Penny farthing riders view Prague from three feet in the air

Photo: CTK

The penny farthing bicycle has long since gone the way of the carrier pigeon and the coal-fired railroad train. Nevertheless, Czech devotees of these early bicycles gather from time to time to resurrect the spirit of the Victorian age, as they did last weekend in Prague.

Photo: CTK
I'm standing in Letna Park where 11 very distinguished looking gentlemen have mounted penny farthing bicycles, those are those bicycles that consist of one very big wheel and one very small wheel and they're riding around in old fashioned riding costumes with special grey jackets and short trousers and socks pulled up high.

You can tell from the music that this is a very dramatic occasion. The men are riding around in a figure eight formation and giving each other high fives as the two loops cross. They're all smiling they look terribly happy, very satisfied I think to be wearing their riding costumes.

"My name is Jan Kralik and I'm a member of the Czech club of velocipedists. We found the pictures from the time so our costume is exactly the same style as it was in 1880."

Why the short trousers?

"Well if they wore it 120 years ago so we have to have the same style. The weather is really horrible but we have to do it the same way."

Photo: CTK
After the trick riding performance, there was a one-mile race. That's a MILE, as in the unit of measurement which, like the penny farthing bicycle itself, fell out of use long ago - in most countries, anyway.

The race was supposed to be non-competitive, but early on a group of four riders broke out of the pack and whizzed to the finish line in tight formation. The winner, by a hair, was Josef Zimovcak, whose enthusiasm for penny farthing racing has also led him to complete much longer rides. Last year, he was the only velocipedist, as they're sometimes called, in the Tour de France, covering three thousand five hundred sixty kilometers in 21 days.

An experience, he says, which mixes pain with pleasure.

"Actually riding a penny farthing bicycle is very uncomfortable. That's why they stopped making them. And it's dangerous! Broke my arms twice, I've broken my jaw, and my ribs. I've had my teeth knocked out, and stitches around my eyes. The falls are always pretty bad, actually. But it's great to be sitting up high and look at the world."

So what exactly is it that compels men to mount these awkward vehicles and risk life and limb, three feet in the air, looking like they rode out of a Victorian-era lithograph? This onlooker, who claims to be friends with several of them, has a theory.

"I know three, four five people from this team. And I think it's a kind of exhibitionism. You will see."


Each line of the data that mentions the string "figure" needs to be identified and copied.

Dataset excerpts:
= = =
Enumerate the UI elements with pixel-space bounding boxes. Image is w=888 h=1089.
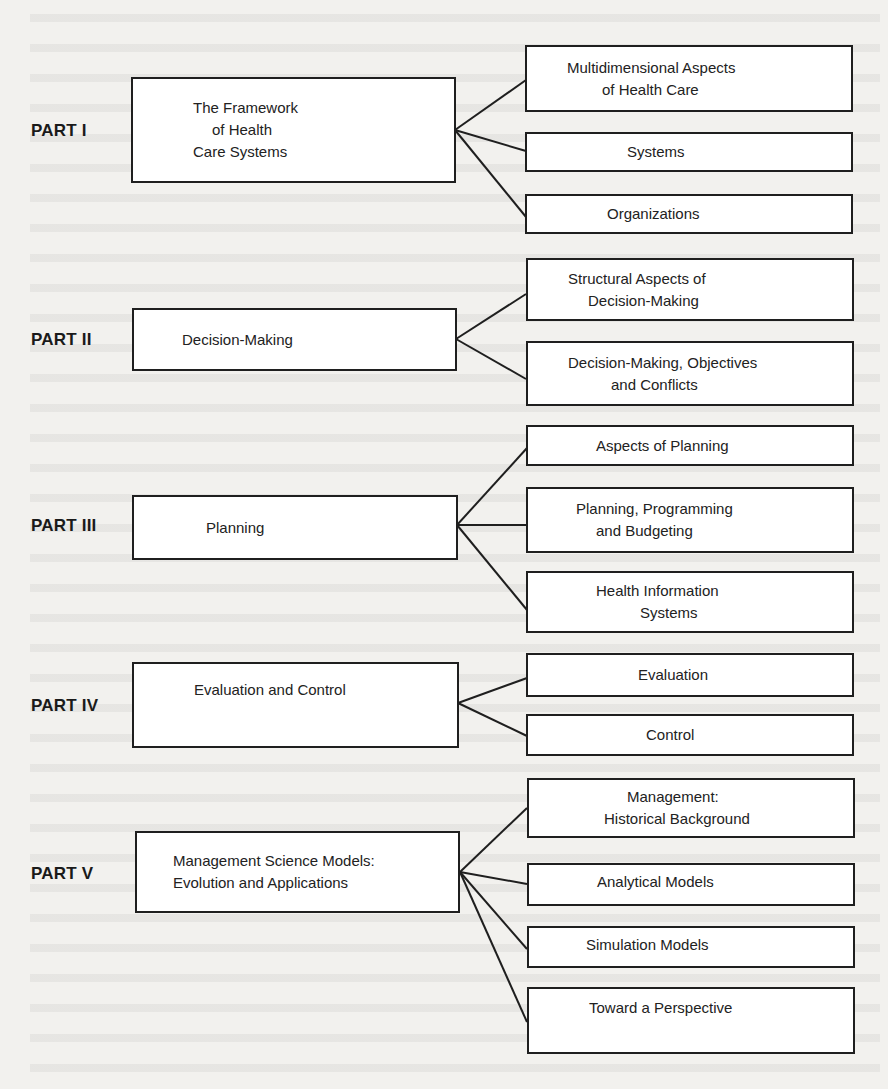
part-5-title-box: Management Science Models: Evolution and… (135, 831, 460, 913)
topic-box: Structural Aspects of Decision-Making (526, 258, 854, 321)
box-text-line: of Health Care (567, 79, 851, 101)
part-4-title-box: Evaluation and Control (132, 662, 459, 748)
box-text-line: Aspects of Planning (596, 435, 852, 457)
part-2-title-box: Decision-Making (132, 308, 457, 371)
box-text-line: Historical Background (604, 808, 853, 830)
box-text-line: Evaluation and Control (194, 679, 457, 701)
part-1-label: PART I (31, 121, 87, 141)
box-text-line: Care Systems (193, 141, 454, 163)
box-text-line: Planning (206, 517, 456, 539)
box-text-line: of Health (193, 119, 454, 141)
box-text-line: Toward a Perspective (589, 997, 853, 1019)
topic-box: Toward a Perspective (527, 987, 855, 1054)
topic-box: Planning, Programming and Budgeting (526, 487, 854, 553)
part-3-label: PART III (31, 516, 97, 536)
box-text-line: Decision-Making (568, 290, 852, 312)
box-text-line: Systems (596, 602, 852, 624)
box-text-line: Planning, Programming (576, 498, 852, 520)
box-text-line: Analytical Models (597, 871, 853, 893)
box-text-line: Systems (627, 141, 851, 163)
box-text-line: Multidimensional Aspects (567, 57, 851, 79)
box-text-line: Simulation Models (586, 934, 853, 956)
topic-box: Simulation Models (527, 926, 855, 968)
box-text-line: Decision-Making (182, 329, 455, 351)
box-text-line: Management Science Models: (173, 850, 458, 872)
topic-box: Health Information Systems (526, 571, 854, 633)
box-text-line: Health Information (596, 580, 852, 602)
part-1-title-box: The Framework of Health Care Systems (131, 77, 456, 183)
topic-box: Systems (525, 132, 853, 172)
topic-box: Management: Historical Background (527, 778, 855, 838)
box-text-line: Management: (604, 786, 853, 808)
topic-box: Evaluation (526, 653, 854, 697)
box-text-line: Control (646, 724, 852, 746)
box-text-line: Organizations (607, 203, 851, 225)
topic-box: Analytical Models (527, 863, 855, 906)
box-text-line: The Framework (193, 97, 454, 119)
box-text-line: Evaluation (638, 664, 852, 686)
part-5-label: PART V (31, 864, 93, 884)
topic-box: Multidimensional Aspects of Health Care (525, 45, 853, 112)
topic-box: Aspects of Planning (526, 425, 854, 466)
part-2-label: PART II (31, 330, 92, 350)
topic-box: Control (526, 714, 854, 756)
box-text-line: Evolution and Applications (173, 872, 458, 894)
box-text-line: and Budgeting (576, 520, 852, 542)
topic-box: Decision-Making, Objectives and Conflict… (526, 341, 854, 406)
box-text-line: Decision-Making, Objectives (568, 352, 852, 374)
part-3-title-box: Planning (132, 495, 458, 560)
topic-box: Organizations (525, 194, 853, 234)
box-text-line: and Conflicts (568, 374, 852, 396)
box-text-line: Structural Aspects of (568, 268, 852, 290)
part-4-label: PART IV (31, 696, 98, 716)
= = =
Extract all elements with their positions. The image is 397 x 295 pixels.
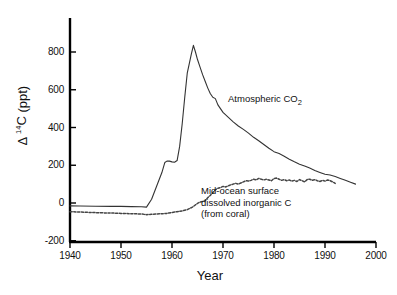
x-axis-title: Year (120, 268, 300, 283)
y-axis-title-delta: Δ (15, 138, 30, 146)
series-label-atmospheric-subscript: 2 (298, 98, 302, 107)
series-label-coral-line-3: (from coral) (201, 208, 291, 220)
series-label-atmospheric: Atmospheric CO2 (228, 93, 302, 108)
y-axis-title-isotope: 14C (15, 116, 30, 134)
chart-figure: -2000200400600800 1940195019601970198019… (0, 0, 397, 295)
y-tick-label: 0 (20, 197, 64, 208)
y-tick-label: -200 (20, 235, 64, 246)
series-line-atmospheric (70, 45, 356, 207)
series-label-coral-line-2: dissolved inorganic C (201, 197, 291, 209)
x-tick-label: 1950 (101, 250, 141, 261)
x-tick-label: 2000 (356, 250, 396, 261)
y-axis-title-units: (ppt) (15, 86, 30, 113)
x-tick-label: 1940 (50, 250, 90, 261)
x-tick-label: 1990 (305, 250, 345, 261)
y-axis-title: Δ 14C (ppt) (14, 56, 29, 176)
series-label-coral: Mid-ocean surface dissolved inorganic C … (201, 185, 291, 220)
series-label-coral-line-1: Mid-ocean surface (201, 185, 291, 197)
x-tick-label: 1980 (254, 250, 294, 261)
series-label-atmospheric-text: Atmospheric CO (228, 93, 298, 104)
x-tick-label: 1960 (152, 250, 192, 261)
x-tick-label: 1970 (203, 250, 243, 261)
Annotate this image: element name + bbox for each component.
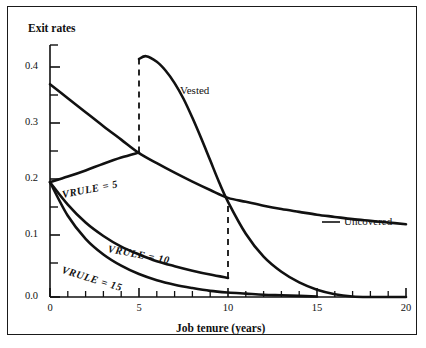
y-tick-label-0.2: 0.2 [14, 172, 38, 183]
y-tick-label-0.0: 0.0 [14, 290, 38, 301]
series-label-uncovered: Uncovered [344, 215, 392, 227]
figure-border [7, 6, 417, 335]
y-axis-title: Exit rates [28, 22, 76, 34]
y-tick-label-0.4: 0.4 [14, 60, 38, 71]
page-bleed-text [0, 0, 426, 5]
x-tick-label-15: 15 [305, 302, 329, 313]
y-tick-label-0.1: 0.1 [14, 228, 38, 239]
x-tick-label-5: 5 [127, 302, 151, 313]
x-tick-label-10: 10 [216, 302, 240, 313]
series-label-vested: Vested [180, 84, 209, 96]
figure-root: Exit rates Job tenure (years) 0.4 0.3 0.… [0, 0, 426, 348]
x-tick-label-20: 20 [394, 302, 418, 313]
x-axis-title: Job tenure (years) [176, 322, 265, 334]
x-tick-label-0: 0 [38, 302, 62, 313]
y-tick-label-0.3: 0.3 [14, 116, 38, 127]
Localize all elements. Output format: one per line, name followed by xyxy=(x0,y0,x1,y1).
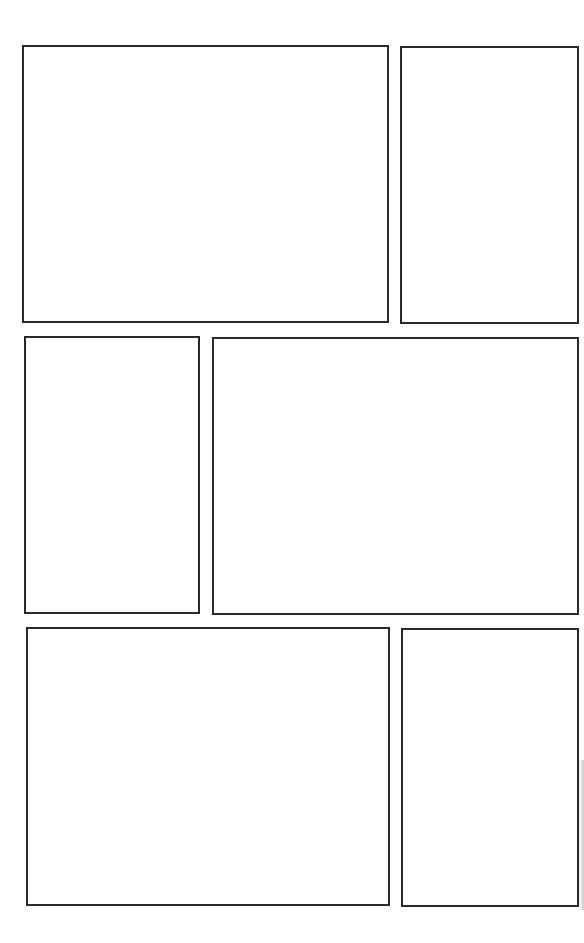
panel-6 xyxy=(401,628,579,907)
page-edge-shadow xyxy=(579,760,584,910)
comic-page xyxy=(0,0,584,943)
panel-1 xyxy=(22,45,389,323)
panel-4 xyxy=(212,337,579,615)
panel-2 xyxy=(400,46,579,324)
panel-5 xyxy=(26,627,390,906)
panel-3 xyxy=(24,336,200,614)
= = =
- **Exercise answer**
chart-figure: -2000200400600800 1940195019601970198019… (0, 0, 397, 295)
figure-border [7, 6, 417, 335]
figure-root: Exit rates Job tenure (years) 0.4 0.3 0.… [0, 0, 426, 348]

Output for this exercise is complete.